Items from a dataset

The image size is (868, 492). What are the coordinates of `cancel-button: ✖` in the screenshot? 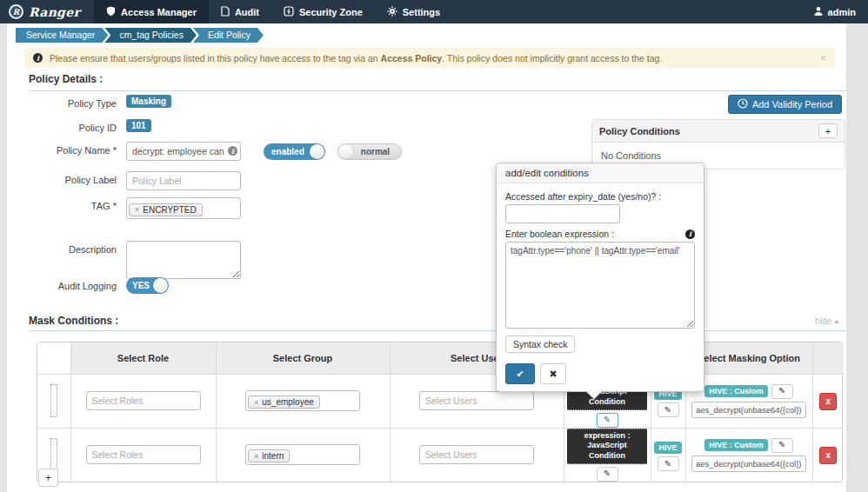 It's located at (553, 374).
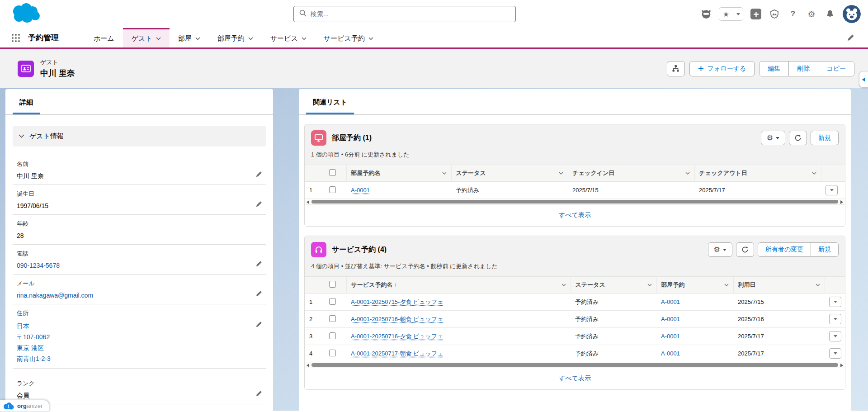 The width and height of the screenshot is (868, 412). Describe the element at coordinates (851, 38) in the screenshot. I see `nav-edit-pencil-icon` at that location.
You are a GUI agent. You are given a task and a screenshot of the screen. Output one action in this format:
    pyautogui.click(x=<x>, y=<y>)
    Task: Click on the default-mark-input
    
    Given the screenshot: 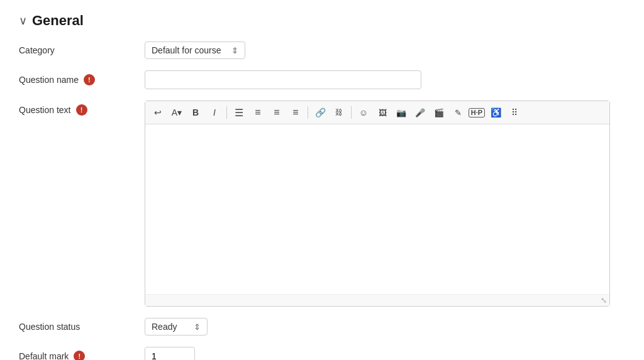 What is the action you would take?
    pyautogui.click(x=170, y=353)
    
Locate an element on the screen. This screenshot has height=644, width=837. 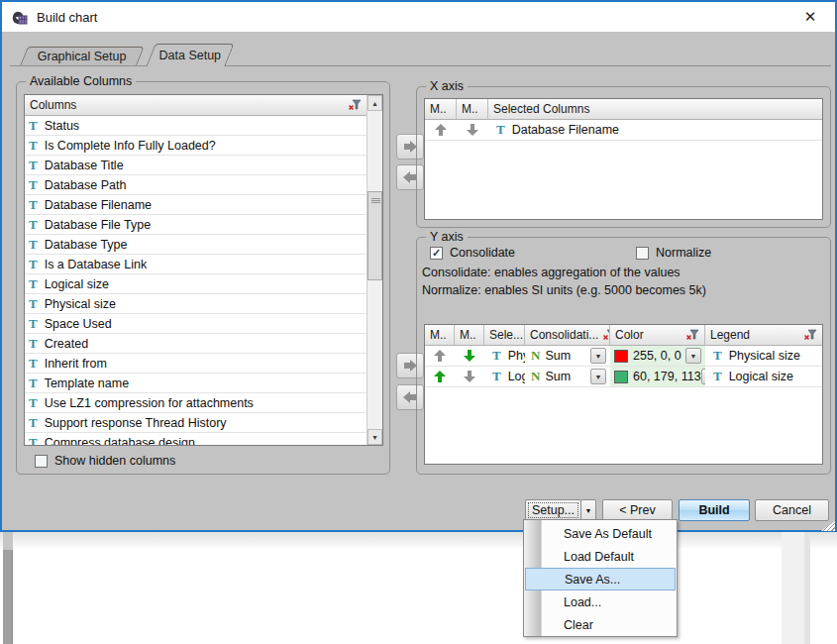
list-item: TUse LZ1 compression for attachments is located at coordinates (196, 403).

-- TASK STATEMENT --
Quote, please, only the lines running from the one with "Locate an element" down to the final line of the data above, keeping both ends and skipping the pictures.

-- ANSWER SPACE --
Locate an element on the screen. This screenshot has height=644, width=837. 
list-item: TUse LZ1 compression for attachments is located at coordinates (196, 403).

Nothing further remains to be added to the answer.